Dataset:
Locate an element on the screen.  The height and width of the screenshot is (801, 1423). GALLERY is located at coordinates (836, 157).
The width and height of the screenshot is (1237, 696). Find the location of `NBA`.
--
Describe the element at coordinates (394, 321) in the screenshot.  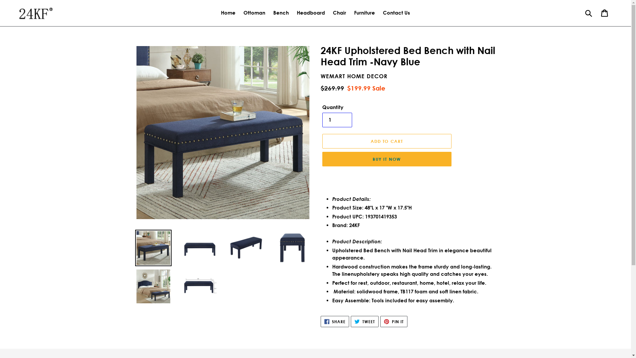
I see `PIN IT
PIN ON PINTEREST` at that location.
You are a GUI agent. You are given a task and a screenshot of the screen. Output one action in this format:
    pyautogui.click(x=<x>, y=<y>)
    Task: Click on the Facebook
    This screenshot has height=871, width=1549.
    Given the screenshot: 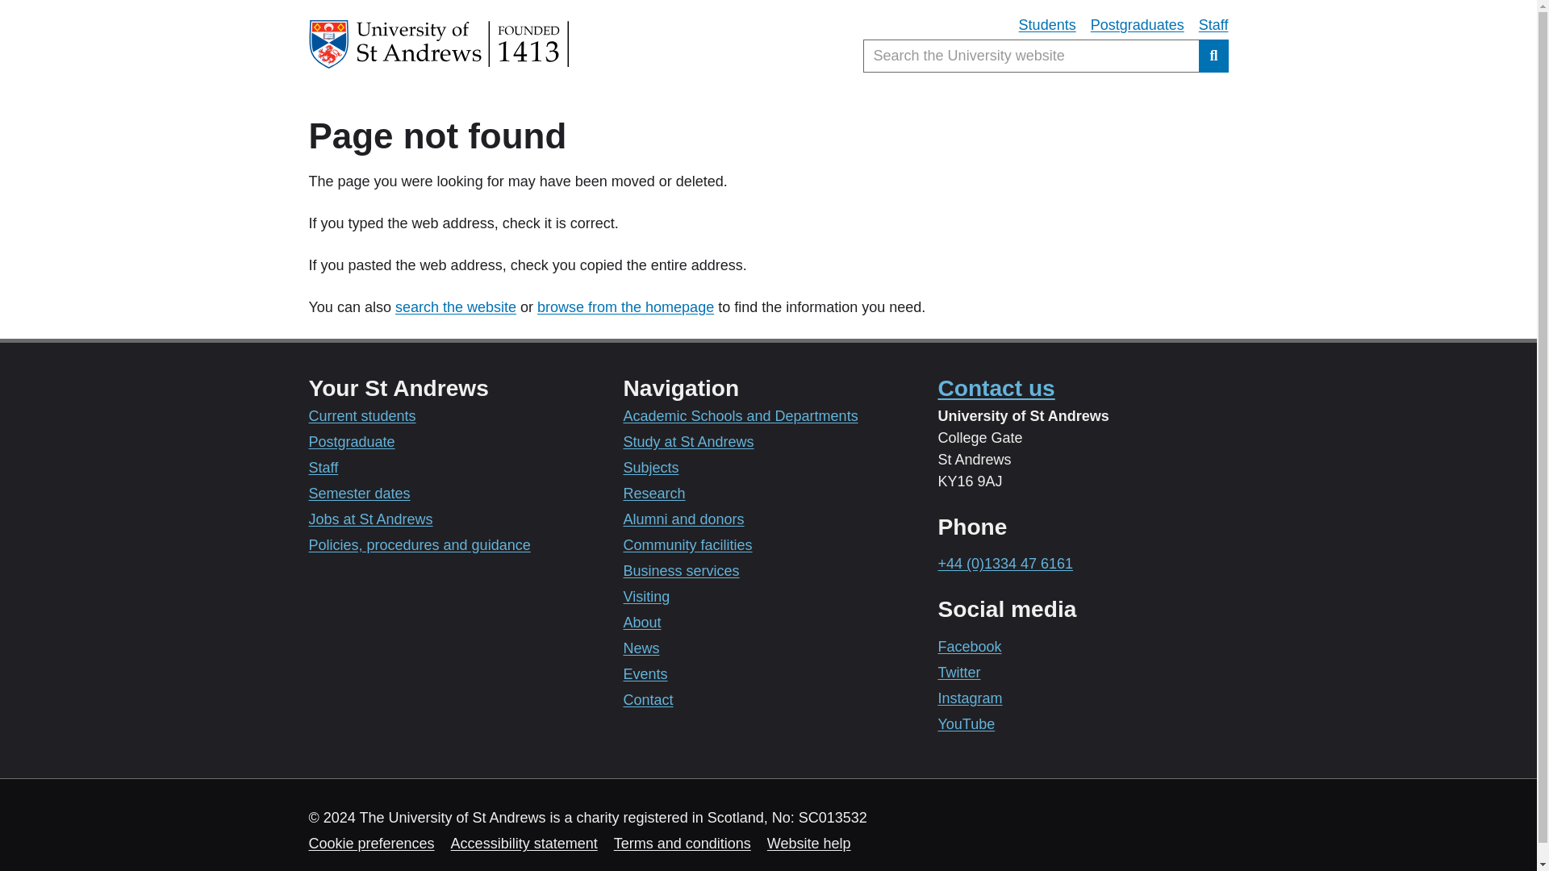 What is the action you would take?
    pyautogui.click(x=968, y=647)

What needs to be done:
Your reply should hold all the lines from the listing above in which "height" appears.

Answer area:
Locate an element on the screen.  The height and width of the screenshot is (801, 1423). GALLERY is located at coordinates (836, 157).
The width and height of the screenshot is (1237, 696). Find the location of `NBA`.
    This screenshot has height=871, width=1549.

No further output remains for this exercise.